The Extent of Questions: Deathbed Rites, Kāla (Time), and Karma-Vipāka Rebirths
लेप्या तु गोमयैर्भूमिस्तिलान्दर्भान्विनिः क्षिपेत् / तस्यामेवातुरो मुक्तः सर्वं दहति किल्बिषम्
lepyā tu gomayairbhūmistilāndarbhānviniḥ kṣipet / tasyāmevāturo muktaḥ sarvaṃ dahati kilbiṣam
Hendaklah tanah disapu dengan tahi lembu, kemudian ditaburkan biji bijan dan rumput darbha. Apabila orang yang menderita diletakkan di tempat itu, dikatakan ia membakar habis segala dosa.
Lord Vishnu (in discourse to Garuda)
Afterlife Stage: Yamaloka Journey
Beneficiary: Pitr
Timing: At the time of severe illness/near death; preparatory to antyeṣṭi
Concept: Contact with a sanctified ritual surface can neutralize kīlbiṣa (sin) through prescribed purity acts.
Vedantic Theme: Purification (śuddhi) as preparatory aid within karma-kāṇḍa; inner liberation still distinct from ritual expiation.
Application: Prepare a clean, consecrated area using traditional purifiers (gomaya, tila, darbha) when performing end-of-life rites; combine with prayer and ethical intention.
Primary Rasa: shanta
Secondary Rasa: adbhuta
Type: ritual ground/bed of release
Related Themes: Garuda Purana: deathbed/antyeṣṭi preparations using gomaya, darbha, tila; expiatory framing of kīlbiṣa (thematic parallel)
This verse presents gomaya as a purifier: preparing a ritually clean space so that contact with it supports the removal of impurity (kilbiṣa) for the afflicted or ritually burdened person.
By placing the afflicted person on a prepared, sanctified ground with tila and darbha, the text frames purification as both physical (ritual cleanliness) and karmic (burning sin), aligning the person with dharmic order at a critical transition.
Maintain a clean, sanctified space for prayer/rites and pair external cleanliness with inner repentance and ethical conduct—treating ritual purity as a support for moral purification, not a substitute for it.

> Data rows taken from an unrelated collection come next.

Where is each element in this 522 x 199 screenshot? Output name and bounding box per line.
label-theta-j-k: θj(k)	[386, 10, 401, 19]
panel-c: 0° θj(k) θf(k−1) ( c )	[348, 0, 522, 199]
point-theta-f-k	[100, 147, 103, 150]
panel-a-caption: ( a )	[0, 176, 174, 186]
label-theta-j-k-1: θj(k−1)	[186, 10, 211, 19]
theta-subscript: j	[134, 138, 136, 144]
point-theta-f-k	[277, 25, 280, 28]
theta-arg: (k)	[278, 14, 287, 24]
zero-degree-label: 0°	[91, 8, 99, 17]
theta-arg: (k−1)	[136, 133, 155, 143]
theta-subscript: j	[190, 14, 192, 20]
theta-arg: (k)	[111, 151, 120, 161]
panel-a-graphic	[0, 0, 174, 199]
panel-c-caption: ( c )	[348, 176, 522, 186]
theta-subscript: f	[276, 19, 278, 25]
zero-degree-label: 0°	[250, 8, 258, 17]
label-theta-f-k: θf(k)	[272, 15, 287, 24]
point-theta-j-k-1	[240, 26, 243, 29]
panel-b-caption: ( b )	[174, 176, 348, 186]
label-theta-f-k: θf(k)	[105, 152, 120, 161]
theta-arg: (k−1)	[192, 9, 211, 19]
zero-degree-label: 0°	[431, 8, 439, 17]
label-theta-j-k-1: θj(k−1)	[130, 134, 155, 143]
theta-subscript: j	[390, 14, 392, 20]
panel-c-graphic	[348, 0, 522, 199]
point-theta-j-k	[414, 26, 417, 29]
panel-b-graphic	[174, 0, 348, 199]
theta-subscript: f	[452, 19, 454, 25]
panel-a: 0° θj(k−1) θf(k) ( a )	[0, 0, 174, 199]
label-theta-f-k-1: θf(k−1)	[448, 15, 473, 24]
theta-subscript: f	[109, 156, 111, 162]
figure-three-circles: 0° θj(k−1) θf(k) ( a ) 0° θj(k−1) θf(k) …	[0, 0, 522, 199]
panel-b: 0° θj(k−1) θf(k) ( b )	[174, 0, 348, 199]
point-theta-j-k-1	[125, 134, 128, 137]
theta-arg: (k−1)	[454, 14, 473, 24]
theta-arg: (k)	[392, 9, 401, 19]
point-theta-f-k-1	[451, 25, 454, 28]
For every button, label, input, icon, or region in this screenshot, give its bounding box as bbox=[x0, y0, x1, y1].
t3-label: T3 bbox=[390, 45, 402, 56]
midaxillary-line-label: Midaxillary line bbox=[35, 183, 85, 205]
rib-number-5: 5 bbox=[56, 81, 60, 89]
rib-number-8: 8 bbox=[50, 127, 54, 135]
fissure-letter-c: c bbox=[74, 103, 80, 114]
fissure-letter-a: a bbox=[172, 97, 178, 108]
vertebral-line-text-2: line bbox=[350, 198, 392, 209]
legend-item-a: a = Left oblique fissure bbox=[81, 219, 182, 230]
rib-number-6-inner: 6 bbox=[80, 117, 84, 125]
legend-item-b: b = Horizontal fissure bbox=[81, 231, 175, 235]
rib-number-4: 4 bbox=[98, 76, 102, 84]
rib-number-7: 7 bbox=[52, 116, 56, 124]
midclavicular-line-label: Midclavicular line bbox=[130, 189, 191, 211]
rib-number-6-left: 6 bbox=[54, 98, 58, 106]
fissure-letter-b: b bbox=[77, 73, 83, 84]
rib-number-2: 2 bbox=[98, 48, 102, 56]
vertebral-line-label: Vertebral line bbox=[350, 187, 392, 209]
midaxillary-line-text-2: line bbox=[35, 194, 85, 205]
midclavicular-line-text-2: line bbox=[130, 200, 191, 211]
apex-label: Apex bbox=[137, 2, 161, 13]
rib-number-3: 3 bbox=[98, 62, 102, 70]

Curious about the meaning, context, or a word? Ask, and continue the conversation in the Vedapath app.
A free Google sign-in keeps your chat saved across web and the app.
Read Garuda Purana in the Vedapath app
Scan the QR code to open this directly in the app, with audio, word-by-word meanings, and more.